Happy International Women’s Day! I encourage you to join me in celebrating women’s achievements, raising awareness against bias, and taking action for equality.
I am going to focus on women in academia today, since the COVID-19 pandemic has been particularly difficult for female tenure track professors who have young children. Over the years, I’ve discovered that I need to continually take time to educate myself on the issues to be effective in my efforts for equality. Here are ten articles I have read recently that highlight the challenges that women academics face during the pandemic and outline policies and mitigating efforts that could help.
- The Impact of COVID-19 on the Careers of Women in Academic Sciences, Engineering, and Medicine: a report from the National Academies in 2021. An article in Inside Higher Ed summarized the work of the panel that produced this report: COVID-19: A Moment for Women in STEM?
- Pandemic-related barriers to the success of women in research: a framework for action, published in Nature in 2022.
- Leveling the Field: Gender Inequity in Academia During COVID-19, published in PS: Political Science & Politics in 2021.
- Faculty Evaluation After the Pandemic, published in The Chronicle in June 2021.
- Could the Pandemic Prompt an ʻEpidemic of Lossʼ of Women in the Sciences? Published in the New York Times in April 2021.
- A generation of junior faculty is at risk from the impacts of COVID-19, a perspective published in PLOS Biology in May 2021.
- Only your boss can cure your burnout, published in the Atlantic in March 2021. This is not specifically about academia, and yet it has a lot of insight into academic careers.
- Faculty Members Are Suffering Burnout. These Strategies Could Help, published in The Chronicle in February 2021.
- The unequal impact of parenthood in academia, published in Science Advances in 2021
- Ten simple rules for women principal investigators during a pandemic, published in PLOS Computational Biology in October 2020 (shout out to my UW-Madison colleagues Pam Kreeger and Kristyn Masters for publishing this paper)
I encourage you to read an article today and share it with others. Feel free to leave additional articles in the comments so I can continue to learn.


Problem to work on – Retype the records below exactly as they appear, but leave out any pictures.

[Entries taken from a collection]
=== Section Start ===
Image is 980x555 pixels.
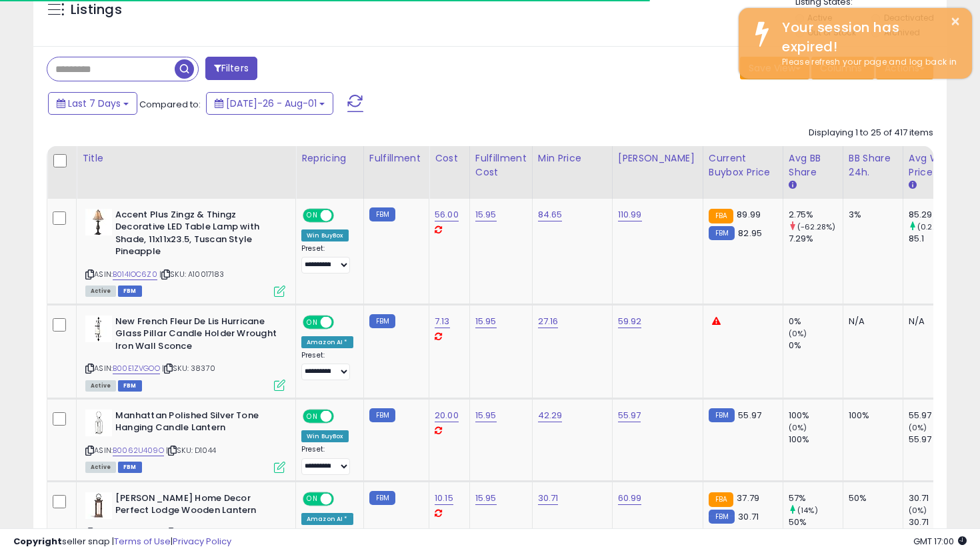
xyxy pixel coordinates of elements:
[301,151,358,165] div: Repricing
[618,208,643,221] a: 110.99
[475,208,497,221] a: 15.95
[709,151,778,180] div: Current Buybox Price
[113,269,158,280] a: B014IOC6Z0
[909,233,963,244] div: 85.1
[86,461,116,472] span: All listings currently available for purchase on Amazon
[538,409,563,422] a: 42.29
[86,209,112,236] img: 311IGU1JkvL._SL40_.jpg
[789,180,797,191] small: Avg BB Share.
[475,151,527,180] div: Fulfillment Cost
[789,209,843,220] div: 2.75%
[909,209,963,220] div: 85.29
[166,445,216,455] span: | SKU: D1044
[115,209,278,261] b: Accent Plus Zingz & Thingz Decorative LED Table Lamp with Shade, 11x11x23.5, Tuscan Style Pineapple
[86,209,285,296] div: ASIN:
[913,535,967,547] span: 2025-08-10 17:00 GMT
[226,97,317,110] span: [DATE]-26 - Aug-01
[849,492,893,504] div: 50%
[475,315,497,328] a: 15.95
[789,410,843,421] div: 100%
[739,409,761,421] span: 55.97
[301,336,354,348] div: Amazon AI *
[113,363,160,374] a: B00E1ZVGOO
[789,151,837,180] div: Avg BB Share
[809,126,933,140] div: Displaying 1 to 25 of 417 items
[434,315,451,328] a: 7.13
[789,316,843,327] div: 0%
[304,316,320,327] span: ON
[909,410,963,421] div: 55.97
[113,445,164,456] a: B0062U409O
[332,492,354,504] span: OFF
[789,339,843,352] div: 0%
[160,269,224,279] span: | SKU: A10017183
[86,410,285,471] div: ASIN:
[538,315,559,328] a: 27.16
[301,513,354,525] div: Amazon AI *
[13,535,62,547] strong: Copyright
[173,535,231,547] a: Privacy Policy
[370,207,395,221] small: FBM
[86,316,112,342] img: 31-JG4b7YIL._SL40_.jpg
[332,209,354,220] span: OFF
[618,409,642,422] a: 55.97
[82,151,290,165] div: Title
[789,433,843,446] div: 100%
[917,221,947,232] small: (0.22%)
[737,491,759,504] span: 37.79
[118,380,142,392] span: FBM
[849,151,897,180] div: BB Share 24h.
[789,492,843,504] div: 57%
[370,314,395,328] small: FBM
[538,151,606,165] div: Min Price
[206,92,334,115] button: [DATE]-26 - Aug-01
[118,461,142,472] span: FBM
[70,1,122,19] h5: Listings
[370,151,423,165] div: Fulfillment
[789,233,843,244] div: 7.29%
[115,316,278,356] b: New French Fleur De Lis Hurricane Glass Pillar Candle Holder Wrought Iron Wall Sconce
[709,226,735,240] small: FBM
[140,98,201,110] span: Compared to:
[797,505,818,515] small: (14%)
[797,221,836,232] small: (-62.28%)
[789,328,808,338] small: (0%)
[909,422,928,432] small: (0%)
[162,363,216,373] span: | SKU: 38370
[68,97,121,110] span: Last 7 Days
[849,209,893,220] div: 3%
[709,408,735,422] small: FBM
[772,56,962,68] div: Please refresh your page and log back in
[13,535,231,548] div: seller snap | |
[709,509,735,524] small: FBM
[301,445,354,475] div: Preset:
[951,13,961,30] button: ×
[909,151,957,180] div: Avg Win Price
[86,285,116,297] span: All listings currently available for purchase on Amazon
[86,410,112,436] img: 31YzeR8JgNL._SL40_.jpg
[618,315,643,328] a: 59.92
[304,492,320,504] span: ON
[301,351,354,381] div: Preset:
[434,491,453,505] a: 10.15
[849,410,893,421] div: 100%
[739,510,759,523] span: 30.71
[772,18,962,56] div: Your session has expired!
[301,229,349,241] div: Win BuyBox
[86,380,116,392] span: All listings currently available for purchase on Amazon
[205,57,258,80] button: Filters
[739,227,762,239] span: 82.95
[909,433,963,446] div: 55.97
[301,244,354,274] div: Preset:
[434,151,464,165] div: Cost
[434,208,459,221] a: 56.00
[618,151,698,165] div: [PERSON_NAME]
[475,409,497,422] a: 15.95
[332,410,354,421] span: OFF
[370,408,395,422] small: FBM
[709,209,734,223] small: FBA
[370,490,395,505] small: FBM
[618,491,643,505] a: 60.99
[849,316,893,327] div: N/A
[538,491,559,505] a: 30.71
=== Section End ===
Reply to the exercise –
Image is 980x555 pixels.
xyxy pixel coordinates of elements:
[301,151,358,165] div: Repricing
[618,208,643,221] a: 110.99
[475,208,497,221] a: 15.95
[709,151,778,180] div: Current Buybox Price
[113,269,158,280] a: B014IOC6Z0
[909,233,963,244] div: 85.1
[86,461,116,472] span: All listings currently available for purchase on Amazon
[538,409,563,422] a: 42.29
[86,209,112,236] img: 311IGU1JkvL._SL40_.jpg
[789,180,797,191] small: Avg BB Share.
[475,151,527,180] div: Fulfillment Cost
[789,209,843,220] div: 2.75%
[909,209,963,220] div: 85.29
[166,445,216,455] span: | SKU: D1044
[115,209,278,261] b: Accent Plus Zingz & Thingz Decorative LED Table Lamp with Shade, 11x11x23.5, Tuscan Style Pineapple
[86,209,285,296] div: ASIN:
[913,535,967,547] span: 2025-08-10 17:00 GMT
[226,97,317,110] span: [DATE]-26 - Aug-01
[849,492,893,504] div: 50%
[475,315,497,328] a: 15.95
[789,410,843,421] div: 100%
[739,409,761,421] span: 55.97
[301,336,354,348] div: Amazon AI *
[113,363,160,374] a: B00E1ZVGOO
[789,151,837,180] div: Avg BB Share
[809,126,933,140] div: Displaying 1 to 25 of 417 items
[434,315,451,328] a: 7.13
[789,316,843,327] div: 0%
[304,316,320,327] span: ON
[909,410,963,421] div: 55.97
[113,445,164,456] a: B0062U409O
[332,492,354,504] span: OFF
[789,339,843,352] div: 0%
[160,269,224,279] span: | SKU: A10017183
[86,410,285,471] div: ASIN:
[538,315,559,328] a: 27.16
[301,513,354,525] div: Amazon AI *
[13,535,62,547] strong: Copyright
[173,535,231,547] a: Privacy Policy
[370,207,395,221] small: FBM
[86,316,112,342] img: 31-JG4b7YIL._SL40_.jpg
[332,209,354,220] span: OFF
[618,409,642,422] a: 55.97
[82,151,290,165] div: Title
[789,433,843,446] div: 100%
[917,221,947,232] small: (0.22%)
[737,491,759,504] span: 37.79
[118,380,142,392] span: FBM
[849,151,897,180] div: BB Share 24h.
[789,492,843,504] div: 57%
[370,314,395,328] small: FBM
[538,151,606,165] div: Min Price
[206,92,334,115] button: [DATE]-26 - Aug-01
[118,461,142,472] span: FBM
[70,1,122,19] h5: Listings
[370,151,423,165] div: Fulfillment
[789,233,843,244] div: 7.29%
[115,316,278,356] b: New French Fleur De Lis Hurricane Glass Pillar Candle Holder Wrought Iron Wall Sconce
[709,226,735,240] small: FBM
[140,98,201,110] span: Compared to:
[797,505,818,515] small: (14%)
[797,221,836,232] small: (-62.28%)
[789,328,808,338] small: (0%)
[909,422,928,432] small: (0%)
[162,363,216,373] span: | SKU: 38370
[68,97,121,110] span: Last 7 Days
[849,209,893,220] div: 3%
[709,408,735,422] small: FBM
[772,56,962,68] div: Please refresh your page and log back in
[13,535,231,548] div: seller snap | |
[709,509,735,524] small: FBM
[301,445,354,475] div: Preset:
[951,13,961,30] button: ×
[909,151,957,180] div: Avg Win Price
[86,285,116,297] span: All listings currently available for purchase on Amazon
[86,410,112,436] img: 31YzeR8JgNL._SL40_.jpg
[618,315,643,328] a: 59.92
[304,492,320,504] span: ON
[301,351,354,381] div: Preset:
[434,491,453,505] a: 10.15
[849,410,893,421] div: 100%
[739,510,759,523] span: 30.71
[772,18,962,56] div: Your session has expired!
[301,229,349,241] div: Win BuyBox
[86,380,116,392] span: All listings currently available for purchase on Amazon
[205,57,258,80] button: Filters
[739,227,762,239] span: 82.95
[909,433,963,446] div: 55.97
[301,244,354,274] div: Preset:
[434,151,464,165] div: Cost
[434,208,459,221] a: 56.00
[618,151,698,165] div: [PERSON_NAME]
[475,409,497,422] a: 15.95
[332,410,354,421] span: OFF
[370,408,395,422] small: FBM
[709,209,734,223] small: FBA
[370,490,395,505] small: FBM
[618,491,643,505] a: 60.99
[849,316,893,327] div: N/A
[538,491,559,505] a: 30.71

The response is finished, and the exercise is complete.